- _About this task_
Write out each line below precisely, passing over the pictures.

- _Collected data_

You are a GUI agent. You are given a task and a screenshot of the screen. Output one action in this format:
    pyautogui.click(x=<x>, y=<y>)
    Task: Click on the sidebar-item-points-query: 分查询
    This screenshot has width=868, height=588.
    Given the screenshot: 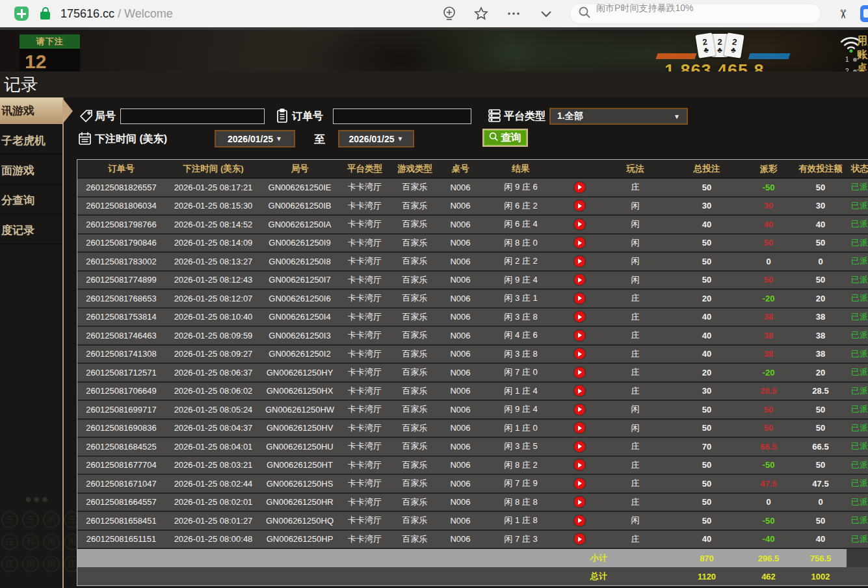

- _Task result_
You are a GUI agent. You are given a task and a screenshot of the screen. Output one action in this format:
    pyautogui.click(x=<x>, y=<y>)
    Task: Click on the sidebar-item-points-query: 分查询
    This screenshot has width=868, height=588.
    Given the screenshot: 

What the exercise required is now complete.